In a further indication of how staged the whole process appears, Putin has promised to appoint outgoing president Dmitry Medvedev to be his prime minister after he becomes president in May. Of course, since Putin served as prime minister “under” Medvedev for the last four years, this cosmetic switch seems to confirm for many that nothing has really changed at the Kremlin. Retaining Medvedev, who continues to play the role of mild-mannered liberal in contrast to Putin the steely-eyed pit-bull, may prove useful to Putin, as he comes under pressure to carry out reforms promised following December’s protests.

Curiously, Medvedev has just announced that he has instructed the Russian Prosecutor’s Office to re-examine the legality of the imprisonment of oligarch Mikhail Khodorkovsky, who was given a second sentence on corruption charges in 2010. Khodorkovsky is viewed as a political prisoner by most Russian democrats—and by western observers—so his release, along with that of his partner Platon Lebedev, and several other such prisoners, would be a major concession to Russian human rights advocates.

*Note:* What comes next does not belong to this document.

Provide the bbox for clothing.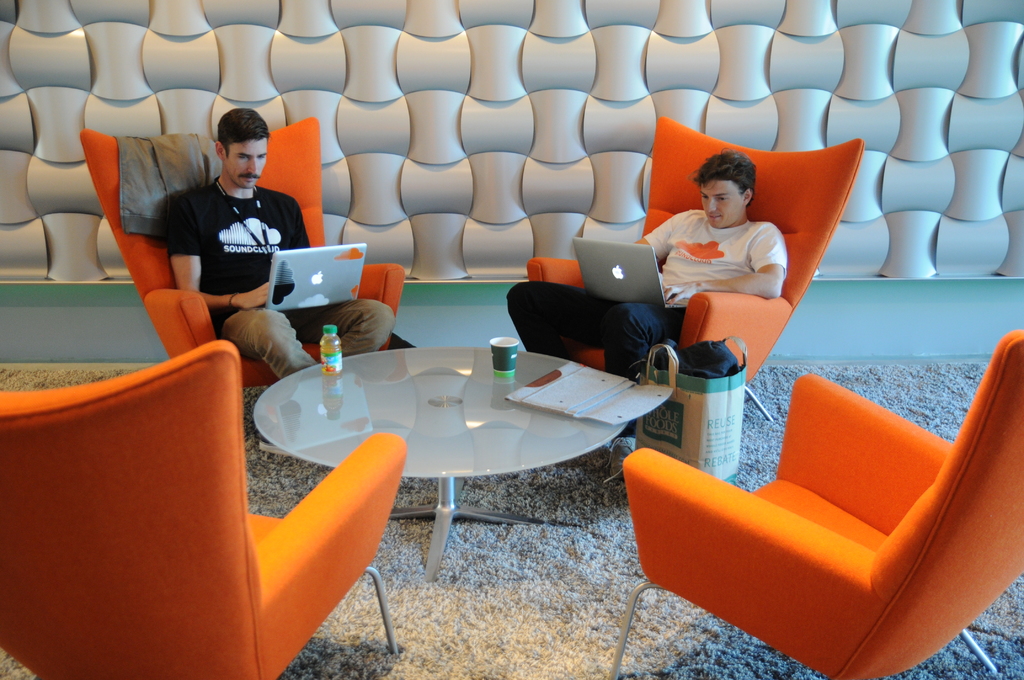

But Khodorkovsky has long been one of Putin’s fiercest critics, so it is hard to imagine that Putin would allow his release before his prison term ends in 2016. In all likelihood, Medvedev’s comments are simply intended as a diversion to assuage voters who are disillusioned by the prospect of six (and possibly twelve) more years of Putin as president. Boris Nemtsov, for one, is convinced that the current president does not have enough powers to insist on the release of Khodorkovsky and Lebedev. “The criminal case against Khodorkovsky and Lebedev will not be retried,” he said this week, “because this is beyond the authority of Medvedev, and his instructions to the Prosecutor General’s Office are nothing but an efficient gesture to cool down the wave of public protests over the presidential elections.” Such gestures may also be intended to improve the Kremlin’s image in the international community, including the United States, amid distinct tensions in East-West relations over Middle East policy and Russia’s concerns about Western interference in its domestic politics.

Although most Western governments apparently find it more convenient to accept the election results, particularly given the need for Russia’s cooperation on Syria and Iran, cooling down domestic opposition might not be as easy as the Kremlin hopes. New demonstrations are planned in Moscow and other cities for March 10. And if they seem threatening to the Kremlin, there may again be recourse to the same strong-armed tactics the authorities used a few days ago.

Putin made a perfunctory promise to look into the allegations of vote fraud, but he dismissed Monday’s opposition protests as having no relation to his election. He apparently has no strategy for addressing the mounting discontent with him among the urban, middle-class elite, whose support is crucial for his government to retain its legitimacy. Lev Gudkov, director of the Levada Center, the respected independent polling agency, predicted this week in Izvestia, the Russian daily, that although overt signs of domestic unrest might subside for awhile, opposition to Putin can only grow: “There are very many people—over one-third [of the population], 35 percent—who do not recognize these elections as being legitimate. A wave of indignation will rise up.”